Source:
https://scmp.com/article/688545/waste-land-prominent-family

Waste on land of prominent family

A prominent banking and real estate family is among the owners of New Territories land that has been covered by dumped construction waste.

The Ma family, which controls the Tai Sang Bank and listed Tai Sang Land Development, owns lots at the eastern end of the dumping site at Ho Sheung Heung village through a private company known as Kam Chan & Company.

The company was among 24 landowners ordered by the Planning Department this week to reinstate the site to its original state and grass it by September 30.

Company secretary Amy Ma Ching-sau said it was following up the matter but declined to say whether the company had consented to the dumping.

'Somebody is handling the matter now ... but don't ask me [about the consent],' she said in reply to a telephone inquiry yesterday.

The company registry shows eight brothers and sisters from the Ma family are directors of Kam Chan, which was named after their father, Ma Kam-chan, a respected property developer and founder of the bank.

One brother, William Ma Ching-wai, is chairman of both the bank and the development company.

A spokesman for the Environmental Protection Department said some owners had already said they had given consent for the waste to be dumped on their sites, so no further legal action could be taken against the dumper of the waste.

But others, whose identity as landowners had still to be confirmed, said they had never given consent. Some others had yet to be reached.

The driver of a dump truck found to have transported waste from a government work site in Wo Hop Shek to Ho Sheung Heung on July 15 had been questioned but no prosecution had been started.

Meanwhile, police said they had extended the bail of a 43-year-old man arrested on July 13 who admitted dumping waste at the site.

The Planning Department said it was doing all it could to reach all the owners involved and issue the reinstatement notices.

Most of the owners were members of the village's Hau clan, but at least one had a registered address in Britain, it said.

Failure to comply with the notices is a criminal offence carrying a maximum fine of HK$500,000.

The department refused to comment on the actions of Sheung Shui Rural Committee chairman Bowie Hau Chi-keung, who claimed to have consent from more than 20 landowners before planting saplings on the site this week in an effort to prove the land was suitable for farming after the waste had been levelled. The plantation was yesterday fenced with wire.

'This is all we can do to help the residents and we will not be doing anything else until the government officers come and check the site again,' Wong Po-ye, an assistant to Mr Hau, said.

A spokesman for the Agriculture, Fisheries and Conservation Department said it would not take samples from the site to check if the material was 'soil' suitable for farming, as its appearance strongly suggested it was construction waste.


> _TASK INSTRUCTIONS_:
Throughout the entries below, report every line where "Image" is found.

> _MATERIAL FOR THIS TASK_:
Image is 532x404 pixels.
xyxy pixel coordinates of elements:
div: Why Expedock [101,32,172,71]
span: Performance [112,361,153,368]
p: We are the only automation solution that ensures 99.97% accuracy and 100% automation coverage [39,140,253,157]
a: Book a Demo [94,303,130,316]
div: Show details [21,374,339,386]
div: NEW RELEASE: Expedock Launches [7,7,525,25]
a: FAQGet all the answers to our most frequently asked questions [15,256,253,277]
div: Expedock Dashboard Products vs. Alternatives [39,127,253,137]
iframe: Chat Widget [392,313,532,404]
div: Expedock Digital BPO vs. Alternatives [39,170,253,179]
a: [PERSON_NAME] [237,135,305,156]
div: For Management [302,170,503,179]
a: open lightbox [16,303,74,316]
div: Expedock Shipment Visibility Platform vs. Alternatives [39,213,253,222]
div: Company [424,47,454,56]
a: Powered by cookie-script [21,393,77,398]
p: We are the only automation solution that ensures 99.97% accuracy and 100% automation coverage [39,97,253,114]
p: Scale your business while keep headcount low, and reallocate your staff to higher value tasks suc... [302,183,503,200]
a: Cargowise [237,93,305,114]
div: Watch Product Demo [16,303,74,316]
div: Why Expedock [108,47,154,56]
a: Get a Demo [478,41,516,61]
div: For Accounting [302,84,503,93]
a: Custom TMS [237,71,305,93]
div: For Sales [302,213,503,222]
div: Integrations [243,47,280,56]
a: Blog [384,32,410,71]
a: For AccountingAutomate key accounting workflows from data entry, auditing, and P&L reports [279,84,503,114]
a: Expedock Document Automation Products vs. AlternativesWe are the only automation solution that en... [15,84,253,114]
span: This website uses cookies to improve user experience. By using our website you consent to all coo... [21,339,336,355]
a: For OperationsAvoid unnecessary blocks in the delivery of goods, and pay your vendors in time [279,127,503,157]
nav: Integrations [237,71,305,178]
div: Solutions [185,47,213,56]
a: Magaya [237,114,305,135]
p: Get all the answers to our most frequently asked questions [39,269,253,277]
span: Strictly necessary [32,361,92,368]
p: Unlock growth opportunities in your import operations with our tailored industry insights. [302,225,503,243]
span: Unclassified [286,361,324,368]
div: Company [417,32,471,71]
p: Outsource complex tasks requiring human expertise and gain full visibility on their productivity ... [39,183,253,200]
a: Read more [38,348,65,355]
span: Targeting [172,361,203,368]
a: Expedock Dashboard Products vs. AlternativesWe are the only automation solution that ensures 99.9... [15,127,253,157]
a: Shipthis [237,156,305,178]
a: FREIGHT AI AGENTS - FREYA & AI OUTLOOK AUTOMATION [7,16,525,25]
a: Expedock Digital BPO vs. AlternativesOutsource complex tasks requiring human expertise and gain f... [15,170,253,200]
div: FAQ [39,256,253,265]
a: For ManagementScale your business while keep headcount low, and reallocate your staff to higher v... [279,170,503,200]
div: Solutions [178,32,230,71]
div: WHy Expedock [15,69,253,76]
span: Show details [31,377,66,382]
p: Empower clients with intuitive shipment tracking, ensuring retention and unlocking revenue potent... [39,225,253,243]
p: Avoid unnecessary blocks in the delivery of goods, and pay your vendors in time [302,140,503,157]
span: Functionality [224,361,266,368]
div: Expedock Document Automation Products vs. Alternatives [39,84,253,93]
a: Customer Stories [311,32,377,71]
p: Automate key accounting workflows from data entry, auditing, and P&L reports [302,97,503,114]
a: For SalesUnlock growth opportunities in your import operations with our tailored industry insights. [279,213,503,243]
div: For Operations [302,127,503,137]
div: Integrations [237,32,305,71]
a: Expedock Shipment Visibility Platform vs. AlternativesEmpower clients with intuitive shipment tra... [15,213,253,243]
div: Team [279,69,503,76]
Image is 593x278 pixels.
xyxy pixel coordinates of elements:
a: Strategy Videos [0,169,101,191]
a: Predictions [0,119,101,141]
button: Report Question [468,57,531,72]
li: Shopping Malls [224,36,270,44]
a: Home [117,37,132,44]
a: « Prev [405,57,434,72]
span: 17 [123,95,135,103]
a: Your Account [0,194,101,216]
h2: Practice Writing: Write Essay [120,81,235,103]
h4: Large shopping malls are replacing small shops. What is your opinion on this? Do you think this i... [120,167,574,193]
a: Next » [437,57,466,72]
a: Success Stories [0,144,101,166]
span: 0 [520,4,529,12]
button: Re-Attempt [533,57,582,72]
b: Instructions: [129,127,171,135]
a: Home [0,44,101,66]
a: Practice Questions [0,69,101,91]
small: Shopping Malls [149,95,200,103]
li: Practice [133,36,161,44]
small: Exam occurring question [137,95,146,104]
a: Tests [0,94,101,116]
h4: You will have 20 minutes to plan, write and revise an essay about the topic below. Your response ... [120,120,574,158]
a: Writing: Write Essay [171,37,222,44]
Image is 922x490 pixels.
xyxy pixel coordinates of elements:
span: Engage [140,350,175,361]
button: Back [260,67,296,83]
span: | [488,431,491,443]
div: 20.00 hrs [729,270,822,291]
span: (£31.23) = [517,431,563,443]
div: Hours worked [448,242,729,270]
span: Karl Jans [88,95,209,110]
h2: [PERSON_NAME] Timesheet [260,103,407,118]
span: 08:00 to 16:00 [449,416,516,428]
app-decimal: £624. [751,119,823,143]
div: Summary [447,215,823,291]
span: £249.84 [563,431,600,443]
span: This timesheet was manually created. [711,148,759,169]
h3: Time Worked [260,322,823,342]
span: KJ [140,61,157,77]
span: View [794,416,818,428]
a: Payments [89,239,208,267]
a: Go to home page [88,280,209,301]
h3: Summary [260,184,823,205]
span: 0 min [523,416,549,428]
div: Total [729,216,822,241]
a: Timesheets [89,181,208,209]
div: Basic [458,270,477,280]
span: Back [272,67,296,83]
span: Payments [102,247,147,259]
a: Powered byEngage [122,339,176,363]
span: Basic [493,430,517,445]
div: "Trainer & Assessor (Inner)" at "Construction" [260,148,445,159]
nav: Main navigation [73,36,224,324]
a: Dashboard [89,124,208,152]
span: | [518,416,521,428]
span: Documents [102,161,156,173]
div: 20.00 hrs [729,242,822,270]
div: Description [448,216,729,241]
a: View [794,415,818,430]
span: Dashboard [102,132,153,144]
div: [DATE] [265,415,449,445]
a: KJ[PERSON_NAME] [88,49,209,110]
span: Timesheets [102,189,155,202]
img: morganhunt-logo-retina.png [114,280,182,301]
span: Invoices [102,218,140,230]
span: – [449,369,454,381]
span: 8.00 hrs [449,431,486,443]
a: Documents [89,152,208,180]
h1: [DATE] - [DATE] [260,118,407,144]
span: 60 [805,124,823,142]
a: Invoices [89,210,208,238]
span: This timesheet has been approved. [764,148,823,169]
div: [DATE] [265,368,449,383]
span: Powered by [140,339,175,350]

> _THE COMPLETED TASK_:
Image is 532x404 pixels.
Image is 593x278 pixels.
Image is 922x490 pixels.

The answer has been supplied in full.